▶ _About this exercise_: The response should consist of the records that follow, printed exactly.

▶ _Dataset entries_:
● ● ● ● ● ● ●
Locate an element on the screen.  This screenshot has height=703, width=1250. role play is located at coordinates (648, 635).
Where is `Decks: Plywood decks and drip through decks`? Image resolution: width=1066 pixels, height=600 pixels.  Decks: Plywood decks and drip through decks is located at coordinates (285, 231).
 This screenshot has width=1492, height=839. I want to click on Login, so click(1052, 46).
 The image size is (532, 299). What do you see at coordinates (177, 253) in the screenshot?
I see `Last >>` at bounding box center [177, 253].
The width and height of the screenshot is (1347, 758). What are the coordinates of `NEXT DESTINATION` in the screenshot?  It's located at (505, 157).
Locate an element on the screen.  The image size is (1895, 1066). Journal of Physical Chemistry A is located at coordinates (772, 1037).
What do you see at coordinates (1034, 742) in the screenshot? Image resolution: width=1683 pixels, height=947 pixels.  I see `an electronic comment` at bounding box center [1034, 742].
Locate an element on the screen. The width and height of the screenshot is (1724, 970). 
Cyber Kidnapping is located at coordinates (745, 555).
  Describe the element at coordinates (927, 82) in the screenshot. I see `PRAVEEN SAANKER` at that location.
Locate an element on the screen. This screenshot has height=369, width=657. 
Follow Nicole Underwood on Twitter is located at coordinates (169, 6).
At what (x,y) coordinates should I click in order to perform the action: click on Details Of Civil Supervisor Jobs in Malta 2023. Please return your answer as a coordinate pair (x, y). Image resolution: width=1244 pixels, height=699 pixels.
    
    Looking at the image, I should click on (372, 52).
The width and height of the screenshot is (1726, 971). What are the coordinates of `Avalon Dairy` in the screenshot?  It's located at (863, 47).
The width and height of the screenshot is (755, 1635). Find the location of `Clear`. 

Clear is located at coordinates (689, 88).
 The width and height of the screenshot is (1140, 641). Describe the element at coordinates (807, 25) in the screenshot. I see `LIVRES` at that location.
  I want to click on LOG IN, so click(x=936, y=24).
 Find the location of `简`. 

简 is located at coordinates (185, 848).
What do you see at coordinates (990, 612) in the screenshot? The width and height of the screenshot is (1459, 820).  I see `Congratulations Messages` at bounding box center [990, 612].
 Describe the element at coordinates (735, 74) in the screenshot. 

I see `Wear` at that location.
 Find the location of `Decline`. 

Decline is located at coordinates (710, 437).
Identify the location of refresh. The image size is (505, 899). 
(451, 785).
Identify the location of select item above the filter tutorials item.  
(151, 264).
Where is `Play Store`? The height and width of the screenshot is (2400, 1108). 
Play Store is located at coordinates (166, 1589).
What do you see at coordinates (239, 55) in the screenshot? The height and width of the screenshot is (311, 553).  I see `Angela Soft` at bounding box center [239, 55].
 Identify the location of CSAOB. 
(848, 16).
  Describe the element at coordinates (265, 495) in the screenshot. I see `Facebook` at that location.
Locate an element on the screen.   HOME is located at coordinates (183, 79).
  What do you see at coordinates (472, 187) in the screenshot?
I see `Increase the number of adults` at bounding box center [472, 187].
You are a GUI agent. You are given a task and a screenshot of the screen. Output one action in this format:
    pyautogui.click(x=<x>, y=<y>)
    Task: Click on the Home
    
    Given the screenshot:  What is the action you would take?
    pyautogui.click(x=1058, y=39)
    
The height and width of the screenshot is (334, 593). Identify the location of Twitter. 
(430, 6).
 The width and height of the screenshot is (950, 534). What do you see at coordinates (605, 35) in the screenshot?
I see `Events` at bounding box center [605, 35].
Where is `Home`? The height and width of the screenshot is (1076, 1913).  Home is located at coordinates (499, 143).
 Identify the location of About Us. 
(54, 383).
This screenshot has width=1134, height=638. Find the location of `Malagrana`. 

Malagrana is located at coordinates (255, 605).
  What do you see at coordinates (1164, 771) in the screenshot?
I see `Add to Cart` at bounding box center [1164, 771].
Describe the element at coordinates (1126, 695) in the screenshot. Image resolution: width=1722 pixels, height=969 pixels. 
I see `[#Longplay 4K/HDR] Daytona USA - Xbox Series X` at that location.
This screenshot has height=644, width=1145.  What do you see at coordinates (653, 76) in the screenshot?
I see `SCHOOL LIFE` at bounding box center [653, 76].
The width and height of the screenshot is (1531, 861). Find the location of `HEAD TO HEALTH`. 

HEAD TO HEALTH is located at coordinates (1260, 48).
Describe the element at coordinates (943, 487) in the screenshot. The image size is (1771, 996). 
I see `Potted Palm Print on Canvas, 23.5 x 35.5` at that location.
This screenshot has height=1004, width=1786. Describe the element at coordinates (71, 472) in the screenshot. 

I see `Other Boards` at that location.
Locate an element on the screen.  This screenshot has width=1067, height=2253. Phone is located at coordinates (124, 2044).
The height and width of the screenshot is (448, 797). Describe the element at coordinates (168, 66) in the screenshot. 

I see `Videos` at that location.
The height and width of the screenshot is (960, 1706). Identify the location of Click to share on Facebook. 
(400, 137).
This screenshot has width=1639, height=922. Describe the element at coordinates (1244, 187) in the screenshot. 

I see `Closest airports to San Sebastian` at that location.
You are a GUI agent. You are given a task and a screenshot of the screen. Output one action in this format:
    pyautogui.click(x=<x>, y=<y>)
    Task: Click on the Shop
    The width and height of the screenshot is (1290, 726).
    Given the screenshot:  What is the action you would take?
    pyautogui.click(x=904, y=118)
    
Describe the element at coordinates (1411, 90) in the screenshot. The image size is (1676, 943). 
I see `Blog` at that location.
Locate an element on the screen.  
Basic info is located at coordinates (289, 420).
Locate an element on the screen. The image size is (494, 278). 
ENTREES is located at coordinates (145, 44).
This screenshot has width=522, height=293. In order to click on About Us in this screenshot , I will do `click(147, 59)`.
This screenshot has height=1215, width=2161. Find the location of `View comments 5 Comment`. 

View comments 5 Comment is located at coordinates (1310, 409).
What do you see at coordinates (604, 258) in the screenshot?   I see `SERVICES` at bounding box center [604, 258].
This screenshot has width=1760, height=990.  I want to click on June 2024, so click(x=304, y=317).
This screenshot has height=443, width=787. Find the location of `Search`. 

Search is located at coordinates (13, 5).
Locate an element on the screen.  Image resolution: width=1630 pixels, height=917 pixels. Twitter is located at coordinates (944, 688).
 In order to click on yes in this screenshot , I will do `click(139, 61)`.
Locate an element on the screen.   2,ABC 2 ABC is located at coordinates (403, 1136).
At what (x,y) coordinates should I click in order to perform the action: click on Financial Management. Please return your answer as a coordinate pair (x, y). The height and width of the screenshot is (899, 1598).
● ● ● ● ● ● ●
▶ _Solution to the problem_:
Locate an element on the screen.  This screenshot has height=703, width=1250. role play is located at coordinates (648, 635).
Where is `Decks: Plywood decks and drip through decks`? Image resolution: width=1066 pixels, height=600 pixels.  Decks: Plywood decks and drip through decks is located at coordinates (285, 231).
 This screenshot has width=1492, height=839. I want to click on Login, so click(1052, 46).
 The image size is (532, 299). What do you see at coordinates (177, 253) in the screenshot?
I see `Last >>` at bounding box center [177, 253].
The width and height of the screenshot is (1347, 758). What are the coordinates of `NEXT DESTINATION` in the screenshot?  It's located at (505, 157).
Locate an element on the screen.  The image size is (1895, 1066). Journal of Physical Chemistry A is located at coordinates (772, 1037).
What do you see at coordinates (1034, 742) in the screenshot? Image resolution: width=1683 pixels, height=947 pixels.  I see `an electronic comment` at bounding box center [1034, 742].
Locate an element on the screen. The width and height of the screenshot is (1724, 970). 
Cyber Kidnapping is located at coordinates (745, 555).
  Describe the element at coordinates (927, 82) in the screenshot. I see `PRAVEEN SAANKER` at that location.
Locate an element on the screen. This screenshot has height=369, width=657. 
Follow Nicole Underwood on Twitter is located at coordinates (169, 6).
At what (x,y) coordinates should I click in order to perform the action: click on Details Of Civil Supervisor Jobs in Malta 2023. Please return your answer as a coordinate pair (x, y). Image resolution: width=1244 pixels, height=699 pixels.
    
    Looking at the image, I should click on (372, 52).
The width and height of the screenshot is (1726, 971). What are the coordinates of `Avalon Dairy` in the screenshot?  It's located at (863, 47).
The width and height of the screenshot is (755, 1635). Find the location of `Clear`. 

Clear is located at coordinates (689, 88).
 The width and height of the screenshot is (1140, 641). Describe the element at coordinates (807, 25) in the screenshot. I see `LIVRES` at that location.
  I want to click on LOG IN, so click(x=936, y=24).
 Find the location of `简`. 

简 is located at coordinates (185, 848).
What do you see at coordinates (990, 612) in the screenshot? The width and height of the screenshot is (1459, 820).  I see `Congratulations Messages` at bounding box center [990, 612].
 Describe the element at coordinates (735, 74) in the screenshot. 

I see `Wear` at that location.
 Find the location of `Decline`. 

Decline is located at coordinates (710, 437).
Identify the location of refresh. The image size is (505, 899). 
(451, 785).
Identify the location of select item above the filter tutorials item.  
(151, 264).
Where is `Play Store`? The height and width of the screenshot is (2400, 1108). 
Play Store is located at coordinates (166, 1589).
What do you see at coordinates (239, 55) in the screenshot? The height and width of the screenshot is (311, 553).  I see `Angela Soft` at bounding box center [239, 55].
 Identify the location of CSAOB. 
(848, 16).
  Describe the element at coordinates (265, 495) in the screenshot. I see `Facebook` at that location.
Locate an element on the screen.   HOME is located at coordinates (183, 79).
  What do you see at coordinates (472, 187) in the screenshot?
I see `Increase the number of adults` at bounding box center [472, 187].
You are a GUI agent. You are given a task and a screenshot of the screen. Output one action in this format:
    pyautogui.click(x=<x>, y=<y>)
    Task: Click on the Home
    
    Given the screenshot:  What is the action you would take?
    pyautogui.click(x=1058, y=39)
    
The height and width of the screenshot is (334, 593). Identify the location of Twitter. 
(430, 6).
 The width and height of the screenshot is (950, 534). What do you see at coordinates (605, 35) in the screenshot?
I see `Events` at bounding box center [605, 35].
Where is `Home`? The height and width of the screenshot is (1076, 1913).  Home is located at coordinates (499, 143).
 Identify the location of About Us. 
(54, 383).
This screenshot has width=1134, height=638. Find the location of `Malagrana`. 

Malagrana is located at coordinates (255, 605).
  What do you see at coordinates (1164, 771) in the screenshot?
I see `Add to Cart` at bounding box center [1164, 771].
Describe the element at coordinates (1126, 695) in the screenshot. Image resolution: width=1722 pixels, height=969 pixels. 
I see `[#Longplay 4K/HDR] Daytona USA - Xbox Series X` at that location.
This screenshot has height=644, width=1145.  What do you see at coordinates (653, 76) in the screenshot?
I see `SCHOOL LIFE` at bounding box center [653, 76].
The width and height of the screenshot is (1531, 861). Find the location of `HEAD TO HEALTH`. 

HEAD TO HEALTH is located at coordinates (1260, 48).
Describe the element at coordinates (943, 487) in the screenshot. The image size is (1771, 996). 
I see `Potted Palm Print on Canvas, 23.5 x 35.5` at that location.
This screenshot has height=1004, width=1786. Describe the element at coordinates (71, 472) in the screenshot. 

I see `Other Boards` at that location.
Locate an element on the screen.  This screenshot has width=1067, height=2253. Phone is located at coordinates (124, 2044).
The height and width of the screenshot is (448, 797). Describe the element at coordinates (168, 66) in the screenshot. 

I see `Videos` at that location.
The height and width of the screenshot is (960, 1706). Identify the location of Click to share on Facebook. 
(400, 137).
This screenshot has width=1639, height=922. Describe the element at coordinates (1244, 187) in the screenshot. 

I see `Closest airports to San Sebastian` at that location.
You are a GUI agent. You are given a task and a screenshot of the screen. Output one action in this format:
    pyautogui.click(x=<x>, y=<y>)
    Task: Click on the Shop
    The width and height of the screenshot is (1290, 726).
    Given the screenshot:  What is the action you would take?
    pyautogui.click(x=904, y=118)
    
Describe the element at coordinates (1411, 90) in the screenshot. The image size is (1676, 943). 
I see `Blog` at that location.
Locate an element on the screen.  
Basic info is located at coordinates (289, 420).
Locate an element on the screen. The image size is (494, 278). 
ENTREES is located at coordinates (145, 44).
This screenshot has width=522, height=293. In order to click on About Us in this screenshot , I will do `click(147, 59)`.
This screenshot has height=1215, width=2161. Find the location of `View comments 5 Comment`. 

View comments 5 Comment is located at coordinates (1310, 409).
What do you see at coordinates (604, 258) in the screenshot?   I see `SERVICES` at bounding box center [604, 258].
This screenshot has width=1760, height=990.  I want to click on June 2024, so click(x=304, y=317).
This screenshot has height=443, width=787. Find the location of `Search`. 

Search is located at coordinates (13, 5).
Locate an element on the screen.  Image resolution: width=1630 pixels, height=917 pixels. Twitter is located at coordinates (944, 688).
 In order to click on yes in this screenshot , I will do `click(139, 61)`.
Locate an element on the screen.   2,ABC 2 ABC is located at coordinates (403, 1136).
At what (x,y) coordinates should I click in order to perform the action: click on Financial Management. Please return your answer as a coordinate pair (x, y). The height and width of the screenshot is (899, 1598).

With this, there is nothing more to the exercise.